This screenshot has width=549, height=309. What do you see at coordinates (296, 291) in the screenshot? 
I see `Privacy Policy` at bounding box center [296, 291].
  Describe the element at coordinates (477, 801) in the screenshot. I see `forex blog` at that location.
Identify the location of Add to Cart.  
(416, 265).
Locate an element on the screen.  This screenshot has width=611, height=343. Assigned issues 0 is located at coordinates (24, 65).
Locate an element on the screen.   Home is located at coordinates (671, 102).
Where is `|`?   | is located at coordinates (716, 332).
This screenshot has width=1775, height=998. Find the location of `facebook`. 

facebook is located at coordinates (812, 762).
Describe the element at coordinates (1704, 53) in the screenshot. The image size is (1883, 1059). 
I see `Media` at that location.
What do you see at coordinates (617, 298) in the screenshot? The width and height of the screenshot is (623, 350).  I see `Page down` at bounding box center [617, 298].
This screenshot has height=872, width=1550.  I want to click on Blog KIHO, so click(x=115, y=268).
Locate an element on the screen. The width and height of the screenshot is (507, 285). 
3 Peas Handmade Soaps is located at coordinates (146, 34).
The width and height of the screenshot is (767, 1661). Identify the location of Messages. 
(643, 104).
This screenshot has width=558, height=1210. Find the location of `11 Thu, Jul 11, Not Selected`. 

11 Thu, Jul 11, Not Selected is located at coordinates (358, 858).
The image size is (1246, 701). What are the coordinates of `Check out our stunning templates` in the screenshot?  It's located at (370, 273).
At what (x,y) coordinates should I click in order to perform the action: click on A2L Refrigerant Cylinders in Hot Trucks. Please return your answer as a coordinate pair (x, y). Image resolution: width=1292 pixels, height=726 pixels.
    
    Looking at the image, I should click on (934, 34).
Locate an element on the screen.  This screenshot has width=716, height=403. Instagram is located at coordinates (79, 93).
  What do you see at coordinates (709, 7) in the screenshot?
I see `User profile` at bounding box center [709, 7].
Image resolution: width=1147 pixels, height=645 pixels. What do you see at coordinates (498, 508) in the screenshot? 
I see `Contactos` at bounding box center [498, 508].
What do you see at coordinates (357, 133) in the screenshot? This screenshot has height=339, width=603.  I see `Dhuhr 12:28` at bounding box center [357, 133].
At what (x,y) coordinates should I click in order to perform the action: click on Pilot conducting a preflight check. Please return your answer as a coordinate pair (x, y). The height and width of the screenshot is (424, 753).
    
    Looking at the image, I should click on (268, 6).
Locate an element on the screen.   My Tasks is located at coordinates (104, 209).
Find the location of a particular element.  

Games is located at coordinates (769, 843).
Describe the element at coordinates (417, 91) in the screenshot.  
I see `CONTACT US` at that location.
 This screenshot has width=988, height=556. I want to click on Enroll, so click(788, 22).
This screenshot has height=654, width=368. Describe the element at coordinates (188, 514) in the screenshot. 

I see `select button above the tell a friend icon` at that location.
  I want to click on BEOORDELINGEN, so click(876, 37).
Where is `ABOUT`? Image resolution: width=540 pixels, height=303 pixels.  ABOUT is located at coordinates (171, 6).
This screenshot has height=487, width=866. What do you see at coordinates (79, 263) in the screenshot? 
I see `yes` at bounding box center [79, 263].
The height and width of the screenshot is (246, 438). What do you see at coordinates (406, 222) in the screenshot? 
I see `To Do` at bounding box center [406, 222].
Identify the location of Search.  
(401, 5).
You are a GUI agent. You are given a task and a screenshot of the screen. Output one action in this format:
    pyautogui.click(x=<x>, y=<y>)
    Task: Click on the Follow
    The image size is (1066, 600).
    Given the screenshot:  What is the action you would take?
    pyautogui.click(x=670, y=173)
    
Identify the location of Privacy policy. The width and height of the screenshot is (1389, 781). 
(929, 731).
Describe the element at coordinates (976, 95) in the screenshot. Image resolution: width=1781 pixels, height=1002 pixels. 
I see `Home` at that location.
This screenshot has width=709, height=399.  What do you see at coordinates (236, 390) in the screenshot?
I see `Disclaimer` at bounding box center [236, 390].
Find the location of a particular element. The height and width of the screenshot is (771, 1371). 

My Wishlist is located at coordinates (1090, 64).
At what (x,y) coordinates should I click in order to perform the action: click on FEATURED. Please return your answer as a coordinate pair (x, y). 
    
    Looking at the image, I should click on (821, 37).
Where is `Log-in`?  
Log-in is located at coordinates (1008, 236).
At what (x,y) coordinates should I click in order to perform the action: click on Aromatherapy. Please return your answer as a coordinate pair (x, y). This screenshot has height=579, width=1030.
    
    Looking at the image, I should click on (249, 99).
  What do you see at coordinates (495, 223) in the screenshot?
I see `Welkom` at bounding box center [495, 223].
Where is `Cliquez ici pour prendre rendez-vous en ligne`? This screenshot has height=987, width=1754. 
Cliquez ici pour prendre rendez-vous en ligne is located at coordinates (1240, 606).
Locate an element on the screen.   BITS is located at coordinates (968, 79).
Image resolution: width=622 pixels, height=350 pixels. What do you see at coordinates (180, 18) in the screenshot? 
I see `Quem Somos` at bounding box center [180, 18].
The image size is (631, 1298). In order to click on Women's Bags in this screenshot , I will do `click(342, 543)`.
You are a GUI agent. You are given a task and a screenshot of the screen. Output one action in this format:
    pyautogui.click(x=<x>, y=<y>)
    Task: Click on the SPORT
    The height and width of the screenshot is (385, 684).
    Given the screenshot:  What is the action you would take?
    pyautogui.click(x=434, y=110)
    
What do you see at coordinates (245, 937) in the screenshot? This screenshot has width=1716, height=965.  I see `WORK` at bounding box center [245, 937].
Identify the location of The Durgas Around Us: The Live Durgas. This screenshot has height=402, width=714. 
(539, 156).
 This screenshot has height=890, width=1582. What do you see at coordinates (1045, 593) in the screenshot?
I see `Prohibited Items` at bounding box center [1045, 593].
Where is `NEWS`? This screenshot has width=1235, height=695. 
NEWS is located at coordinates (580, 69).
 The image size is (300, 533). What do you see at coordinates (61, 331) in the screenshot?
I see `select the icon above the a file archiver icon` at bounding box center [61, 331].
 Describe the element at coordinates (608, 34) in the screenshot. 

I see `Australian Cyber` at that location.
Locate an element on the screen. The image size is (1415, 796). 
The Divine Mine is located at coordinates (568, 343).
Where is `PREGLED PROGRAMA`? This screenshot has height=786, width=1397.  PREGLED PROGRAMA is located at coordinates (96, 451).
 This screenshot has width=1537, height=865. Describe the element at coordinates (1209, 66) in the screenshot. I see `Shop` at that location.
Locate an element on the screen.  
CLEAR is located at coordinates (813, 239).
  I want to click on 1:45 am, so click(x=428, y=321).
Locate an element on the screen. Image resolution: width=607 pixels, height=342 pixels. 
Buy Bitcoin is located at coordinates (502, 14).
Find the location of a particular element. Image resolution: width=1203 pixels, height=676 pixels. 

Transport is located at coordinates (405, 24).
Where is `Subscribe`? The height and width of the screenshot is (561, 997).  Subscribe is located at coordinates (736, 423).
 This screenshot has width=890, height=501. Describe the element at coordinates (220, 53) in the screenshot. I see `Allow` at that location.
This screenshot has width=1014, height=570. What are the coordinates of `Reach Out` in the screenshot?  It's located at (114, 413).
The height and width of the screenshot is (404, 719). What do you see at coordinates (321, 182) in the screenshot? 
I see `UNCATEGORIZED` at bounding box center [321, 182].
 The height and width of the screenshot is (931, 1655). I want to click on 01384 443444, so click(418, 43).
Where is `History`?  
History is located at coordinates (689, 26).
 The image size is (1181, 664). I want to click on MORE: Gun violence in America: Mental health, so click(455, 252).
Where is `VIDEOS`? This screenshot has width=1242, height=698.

***

The records above need to be retyped in full, exactly as given.

_YOUR SOLUTION:_
This screenshot has width=549, height=309. What do you see at coordinates (296, 291) in the screenshot? 
I see `Privacy Policy` at bounding box center [296, 291].
  Describe the element at coordinates (477, 801) in the screenshot. I see `forex blog` at that location.
Identify the location of Add to Cart.  
(416, 265).
Locate an element on the screen.  This screenshot has width=611, height=343. Assigned issues 0 is located at coordinates (24, 65).
Locate an element on the screen.   Home is located at coordinates (671, 102).
Where is `|`?   | is located at coordinates (716, 332).
This screenshot has width=1775, height=998. Find the location of `facebook`. 

facebook is located at coordinates (812, 762).
Describe the element at coordinates (1704, 53) in the screenshot. The image size is (1883, 1059). 
I see `Media` at that location.
What do you see at coordinates (617, 298) in the screenshot? The width and height of the screenshot is (623, 350).  I see `Page down` at bounding box center [617, 298].
This screenshot has height=872, width=1550.  I want to click on Blog KIHO, so click(x=115, y=268).
Locate an element on the screen. The width and height of the screenshot is (507, 285). 
3 Peas Handmade Soaps is located at coordinates (146, 34).
The width and height of the screenshot is (767, 1661). Identify the location of Messages. 
(643, 104).
This screenshot has width=558, height=1210. Find the location of `11 Thu, Jul 11, Not Selected`. 

11 Thu, Jul 11, Not Selected is located at coordinates (358, 858).
The image size is (1246, 701). What are the coordinates of `Check out our stunning templates` in the screenshot?  It's located at (370, 273).
At what (x,y) coordinates should I click in order to perform the action: click on A2L Refrigerant Cylinders in Hot Trucks. Please return your answer as a coordinate pair (x, y). Image resolution: width=1292 pixels, height=726 pixels.
    
    Looking at the image, I should click on (934, 34).
Locate an element on the screen.  This screenshot has width=716, height=403. Instagram is located at coordinates (79, 93).
  What do you see at coordinates (709, 7) in the screenshot?
I see `User profile` at bounding box center [709, 7].
Image resolution: width=1147 pixels, height=645 pixels. What do you see at coordinates (498, 508) in the screenshot? 
I see `Contactos` at bounding box center [498, 508].
What do you see at coordinates (357, 133) in the screenshot? This screenshot has height=339, width=603.  I see `Dhuhr 12:28` at bounding box center [357, 133].
At what (x,y) coordinates should I click in order to perform the action: click on Pilot conducting a preflight check. Please return your answer as a coordinate pair (x, y). The height and width of the screenshot is (424, 753).
    
    Looking at the image, I should click on (268, 6).
Locate an element on the screen.   My Tasks is located at coordinates (104, 209).
Find the location of a particular element.  

Games is located at coordinates (769, 843).
Describe the element at coordinates (417, 91) in the screenshot.  
I see `CONTACT US` at that location.
 This screenshot has width=988, height=556. I want to click on Enroll, so click(788, 22).
This screenshot has height=654, width=368. Describe the element at coordinates (188, 514) in the screenshot. 

I see `select button above the tell a friend icon` at that location.
  I want to click on BEOORDELINGEN, so click(876, 37).
Where is `ABOUT`? Image resolution: width=540 pixels, height=303 pixels.  ABOUT is located at coordinates (171, 6).
This screenshot has height=487, width=866. What do you see at coordinates (79, 263) in the screenshot? 
I see `yes` at bounding box center [79, 263].
The height and width of the screenshot is (246, 438). What do you see at coordinates (406, 222) in the screenshot? 
I see `To Do` at bounding box center [406, 222].
Identify the location of Search.  
(401, 5).
You are a GUI agent. You are given a task and a screenshot of the screen. Output one action in this format:
    pyautogui.click(x=<x>, y=<y>)
    Task: Click on the Follow
    The image size is (1066, 600).
    Given the screenshot:  What is the action you would take?
    pyautogui.click(x=670, y=173)
    
Identify the location of Privacy policy. The width and height of the screenshot is (1389, 781). 
(929, 731).
Describe the element at coordinates (976, 95) in the screenshot. Image resolution: width=1781 pixels, height=1002 pixels. 
I see `Home` at that location.
This screenshot has width=709, height=399.  What do you see at coordinates (236, 390) in the screenshot?
I see `Disclaimer` at bounding box center [236, 390].
Find the location of a particular element. The height and width of the screenshot is (771, 1371). 

My Wishlist is located at coordinates (1090, 64).
At what (x,y) coordinates should I click in order to perform the action: click on FEATURED. Please return your answer as a coordinate pair (x, y). 
    
    Looking at the image, I should click on (821, 37).
Where is `Log-in`?  
Log-in is located at coordinates (1008, 236).
At what (x,y) coordinates should I click in order to perform the action: click on Aromatherapy. Please return your answer as a coordinate pair (x, y). This screenshot has height=579, width=1030.
    
    Looking at the image, I should click on (249, 99).
  What do you see at coordinates (495, 223) in the screenshot?
I see `Welkom` at bounding box center [495, 223].
Where is `Cliquez ici pour prendre rendez-vous en ligne`? This screenshot has height=987, width=1754. 
Cliquez ici pour prendre rendez-vous en ligne is located at coordinates (1240, 606).
Locate an element on the screen.   BITS is located at coordinates (968, 79).
Image resolution: width=622 pixels, height=350 pixels. What do you see at coordinates (180, 18) in the screenshot? 
I see `Quem Somos` at bounding box center [180, 18].
The image size is (631, 1298). In order to click on Women's Bags in this screenshot , I will do `click(342, 543)`.
You are a GUI agent. You are given a task and a screenshot of the screen. Output one action in this format:
    pyautogui.click(x=<x>, y=<y>)
    Task: Click on the SPORT
    The height and width of the screenshot is (385, 684).
    Given the screenshot:  What is the action you would take?
    pyautogui.click(x=434, y=110)
    
What do you see at coordinates (245, 937) in the screenshot? This screenshot has width=1716, height=965.  I see `WORK` at bounding box center [245, 937].
Identify the location of The Durgas Around Us: The Live Durgas. This screenshot has height=402, width=714. 
(539, 156).
 This screenshot has height=890, width=1582. What do you see at coordinates (1045, 593) in the screenshot?
I see `Prohibited Items` at bounding box center [1045, 593].
Where is `NEWS`? This screenshot has width=1235, height=695. 
NEWS is located at coordinates (580, 69).
 The image size is (300, 533). What do you see at coordinates (61, 331) in the screenshot?
I see `select the icon above the a file archiver icon` at bounding box center [61, 331].
 Describe the element at coordinates (608, 34) in the screenshot. 

I see `Australian Cyber` at that location.
Locate an element on the screen. The image size is (1415, 796). 
The Divine Mine is located at coordinates (568, 343).
Where is `PREGLED PROGRAMA`? This screenshot has height=786, width=1397.  PREGLED PROGRAMA is located at coordinates (96, 451).
 This screenshot has width=1537, height=865. Describe the element at coordinates (1209, 66) in the screenshot. I see `Shop` at that location.
Locate an element on the screen.  
CLEAR is located at coordinates (813, 239).
  I want to click on 1:45 am, so click(x=428, y=321).
Locate an element on the screen. Image resolution: width=607 pixels, height=342 pixels. 
Buy Bitcoin is located at coordinates (502, 14).
Find the location of a particular element. Image resolution: width=1203 pixels, height=676 pixels. 

Transport is located at coordinates (405, 24).
Where is `Subscribe`? The height and width of the screenshot is (561, 997).  Subscribe is located at coordinates (736, 423).
 This screenshot has width=890, height=501. Describe the element at coordinates (220, 53) in the screenshot. I see `Allow` at that location.
This screenshot has width=1014, height=570. What are the coordinates of `Reach Out` in the screenshot?  It's located at (114, 413).
The height and width of the screenshot is (404, 719). What do you see at coordinates (321, 182) in the screenshot? 
I see `UNCATEGORIZED` at bounding box center [321, 182].
 The height and width of the screenshot is (931, 1655). I want to click on 01384 443444, so click(418, 43).
Where is `History`?  
History is located at coordinates (689, 26).
 The image size is (1181, 664). I want to click on MORE: Gun violence in America: Mental health, so click(455, 252).
Where is `VIDEOS`? This screenshot has width=1242, height=698.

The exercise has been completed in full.